I find myself with a CSS file where I need to strip out all properties that don't relate to color but maintain any custom classes, ids, and standard HTML elements. I initially tried to do this by combining a reverse regex selection in vscode with an entire line selection based on the beginning string, but I'm terrible at regex.
This ^.((?!(color|background-color)).)*$
was as far as I was able to progress, which does eliminate the lines that don't begin with color or background-color from the selection. However, I couldn't determine how to address classes (.), ids(#), and regular HTML elements.

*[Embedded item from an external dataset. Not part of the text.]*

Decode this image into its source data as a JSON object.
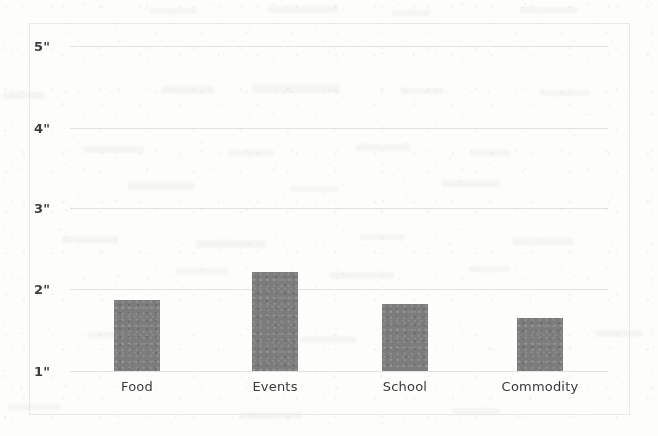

Or, if there is a simpler solution to the problem, please advise.
Thanks, in advance.
Example:
p {
line-height: 1.5;
padding: 10px;
color: #f4f4f4;
background-color: #444;
}
.my-class {
line-height: 1.5;
width: 20%;
color: #f4f4f4;
background-color: #444;
}
#my-id {
line-height: 1.5;
margin: auto;
color: #f4f4f4;
background-color: #444;
}
Should resolve to below with the non-color properties removed
p {
color: #f4f4f4;
background-color: #444;
}
.my-class {
color: #f4f4f4;
background-color: #444;
}
#my-id {
color: #f4f4f4;
background-color: #444;
}
CodePudding user response:
If we assuming the file is more or less formatted,
instead of advanced parsing, we can just filter the lines and remove those with :
that don't contain the word color
and has ';' in them.
EDIT:
This might still not be enough, because different files might be formatted differently. I have a better algorithm by checking only the parts between {
and }
and then splitting by ;
and then checking each part for existence of word color
...
But for now this might be good enough? For best results, format the css file. Size of css shouldn't be a limit.
var css = `p,
.another,
#id_new_line {
line-height: 1.5;
padding: 10px;
color: #f4f4f4;
background-color: #444;
}
.my-class,
.my-class::after {
line-height: 1.5;
width: 20%;
color: #f4f4f4;
background-color: #444;
}
#my-id {
line-height: 1.5;
margin: auto;
color: #f4f4f4;
background-color: #444;
}`;
var arr = css.split("\n");
var brr = arr.filter(function(line) {
if (line.indexOf(':') > -1 && line.toLowerCase().indexOf('color') == -1 && line.indexOf(';') > -1) {
return false
}
return true;
});
var new_css = brr.join("\n")
console.log(new_css)
CodePudding user response:
You could try this regex, see regex101 demo
Find: (^\s*(color|background-color).*$)|(^\s*.*{$)|(^\s*}$)|^\s*.*$\n
It is just a big alternation, order is important - the lines you don't want should be last so that more specific groups with {
or }
or the color properties are matched first.
Note that the last group also includes the trailing \n
so that the line is removed in the replace.